If there is a surprise victor this year, it is the young Swiss-Turkish director Aylin Bozok whose shoestring production of Debussy's Pelléas et Mélisande so impressed audiences last summer at the Arcola Theatre's Grimeborn Festival. It was full of simply-realised ideas that brilliantly elucidated what for many is a difficult opera, and Bozok's talent marks her out as a worthy winner of 'Best Newcomer to the UK Operatic Scene' and an exciting prospect for the future.

The runaway winner of 'Outstanding Contribution to the UK Operatic Scene/Event of the Year' was the Aldeburgh Festival's triumphant realisation of its impossible dream of performing Britten's Peter Grimes on Aldeburgh Beach.
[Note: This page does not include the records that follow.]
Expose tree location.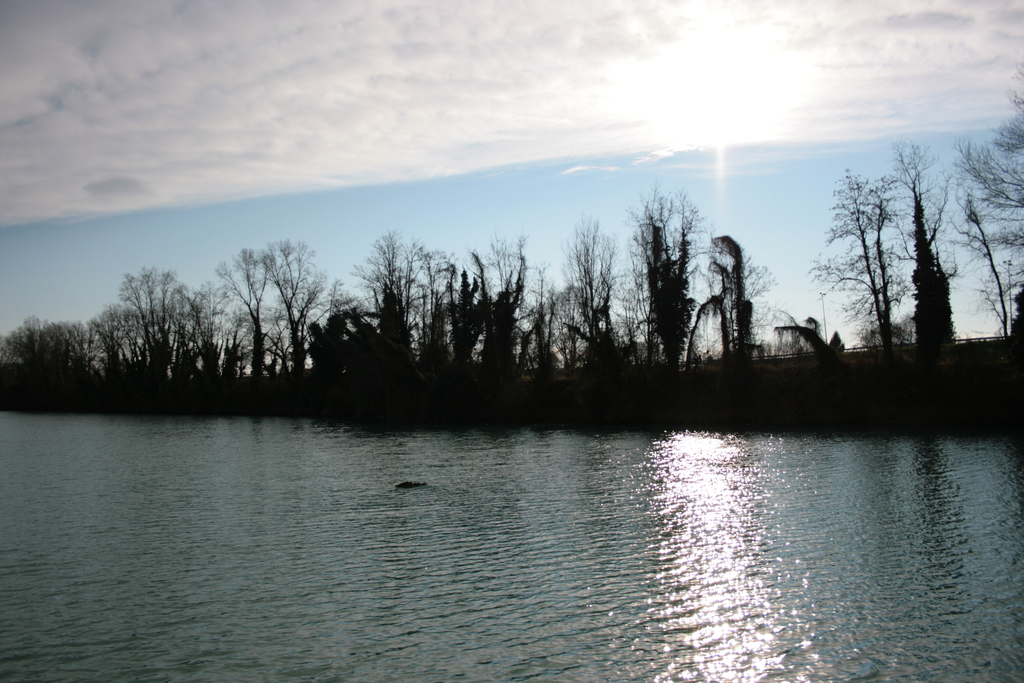
Exposed at x1=771, y1=313, x2=846, y2=360.
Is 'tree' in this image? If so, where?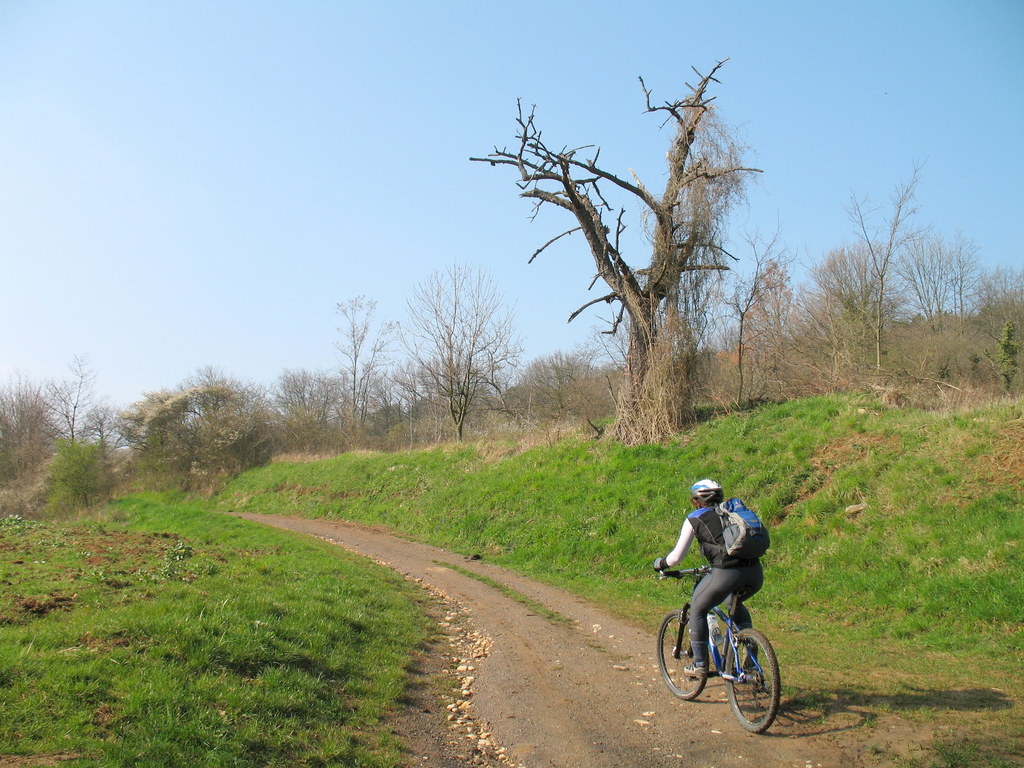
Yes, at (left=22, top=341, right=118, bottom=508).
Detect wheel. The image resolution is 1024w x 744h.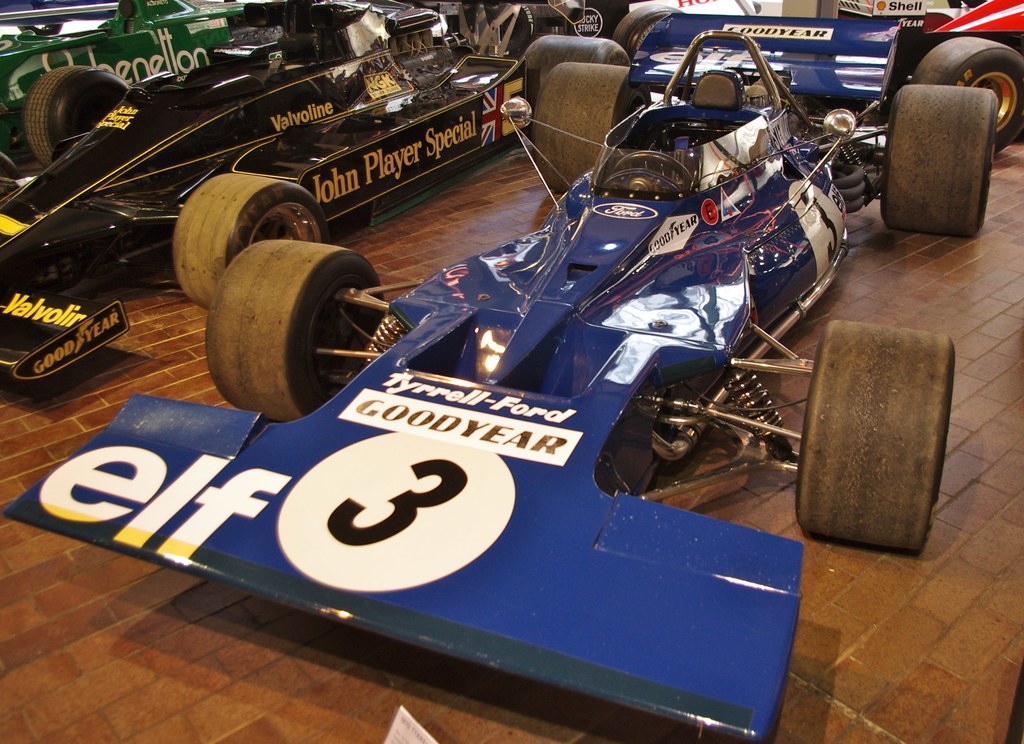
[left=515, top=26, right=624, bottom=109].
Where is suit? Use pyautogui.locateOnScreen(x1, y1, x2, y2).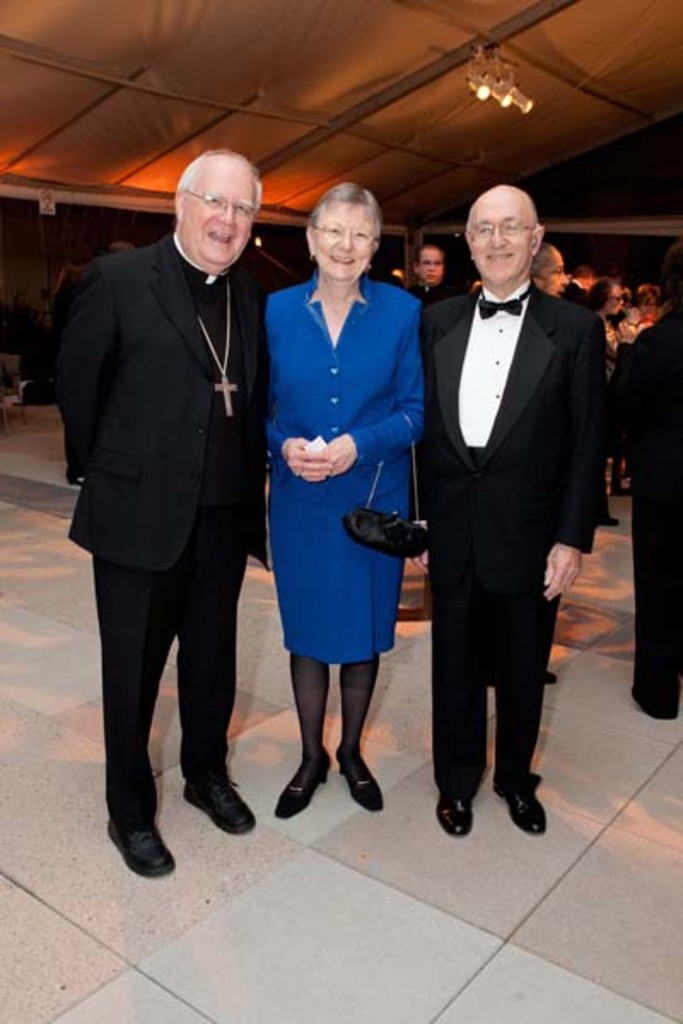
pyautogui.locateOnScreen(60, 230, 268, 823).
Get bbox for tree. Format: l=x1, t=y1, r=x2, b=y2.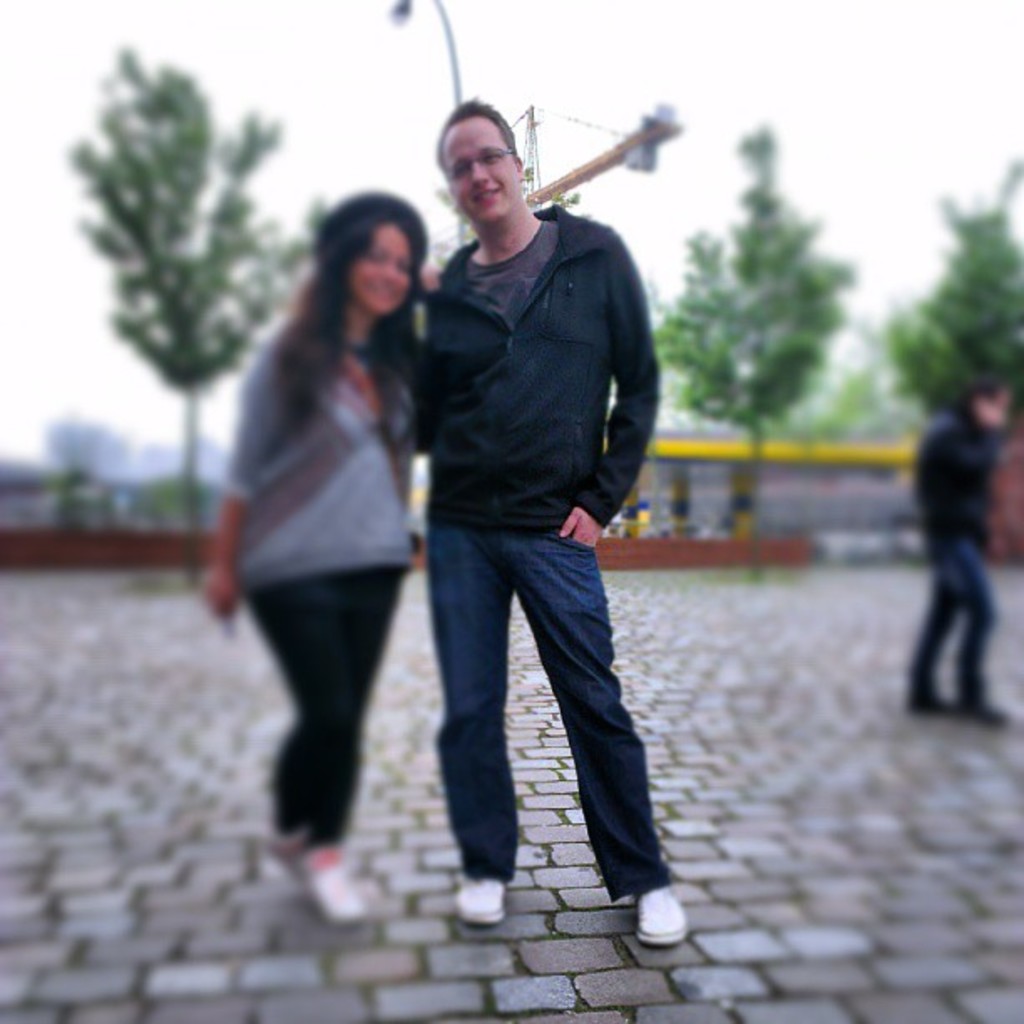
l=924, t=134, r=1022, b=485.
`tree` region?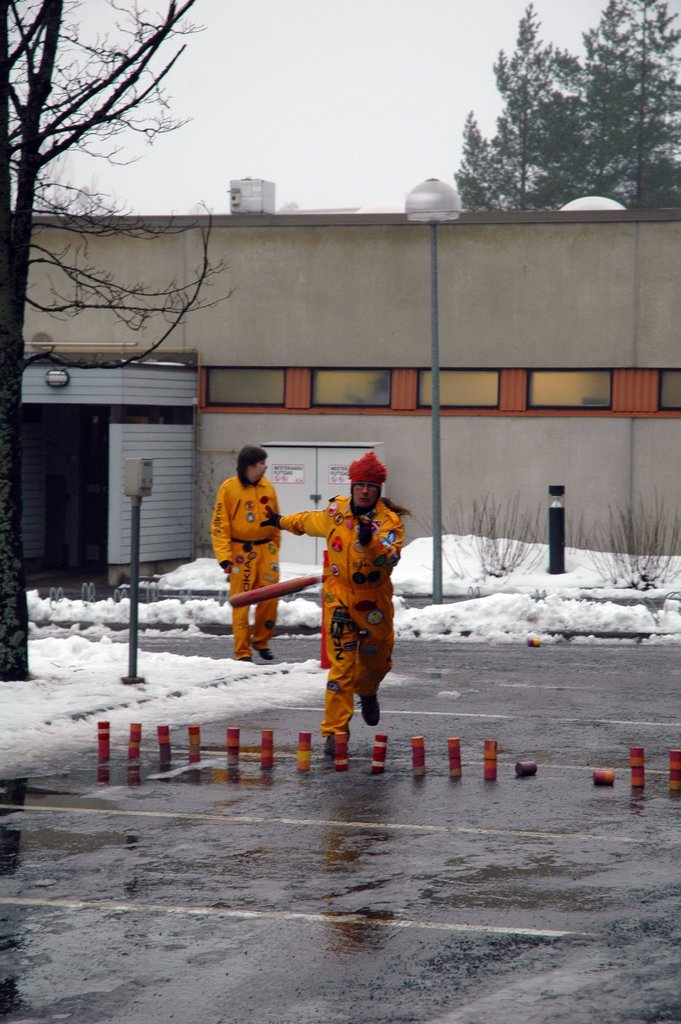
detection(457, 7, 678, 207)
That historic enterprise, which went on to play in cinemas and is enshrined on both CD and DVD, was as brilliantly executed as it was boldly conceived.

McDonnell added: "I'd like to thank my colleagues Mark Valencia and Simon Thomas, and congratulate all the winners and runners-up for what has been an exceptional year of opera."

The winners of the 2014 WhatsOnStage Awards will be announced at the Prince of Wales Theatre on 23 February – for more information and to buy tickets visit awards.whatsonstage.com

BEST NEW OPERA PRODUCTION

Winner: The Rape of Lucretia (Glyndebourne Tour/Fiona Shaw)

Runner-up: Hippolyte et Aricie (Glyndebourne/Jonathan Kent)

Other runners-up: Lulu (WNO/David Pountney), Carmen (ENO/Calixto Bieito) and Wozzeck (ENO/Carrie Cracknell)

OUTSTANDING ACHIEVEMENT IN A MAIN ROLE

Winner: Joyce DiDonato (La donna del lago/Royal Opera)

Runner-up: Sarah Connolly (Medea/ENO & Hippolyte et Aricie/Glyndebourne)

Other runners-up: Anne Sophie Duprels (Madama Butterfly/Opera Holland Park); Laurent Naouri (Falstaff/Glyndebourne); Michael Volle (Tosca & Les Vêpres siciliennes/Royal Opera)

BEST REVIVAL

Winner: Billy Budd (Glyndebourne/Michael Grandage)

Runner-up: Wozzeck (Royal Opera/Keith Warner)

Other runners-up: Falstaff (Glyndebourne); Elektra (Royal Opera); Death in Venice (ENO)

BEST NEWCOMER TO THE UK OPERATIC SCENE

Winner: Aylin Bozok (director of Pelleas et Melisande at Grimeborn/Arcola)

Runner-up: Ilyich Rivas (conductor of Hansel und Gretel for Glyndebourne Tour)

Other runners-up: Sara Jakubiak (Marie in Wozzeck/ENO); Russell Thomas (Adorno in Simon Boccanegra at the Royal Opera); Carrie Cracknell (director of Wozzeck at ENO).

OUTSTANDING CONTRIBUTION TO THE UK OPERATIC SCENE/EVENT OF THE YEAR

Winner: Aldeburgh Festival for ‘Grimes on the Beach'

Runner-up: The Royal Opera House for its imaginative pricing policy when programming new or challenging operas

Other runners-up: BBC Proms for Daniel Barenboim's ‘Ring' Cycle; British Youth Opera for strong productions this season and for nurturing new talent; Opera North for its ‘Festival of Britten'.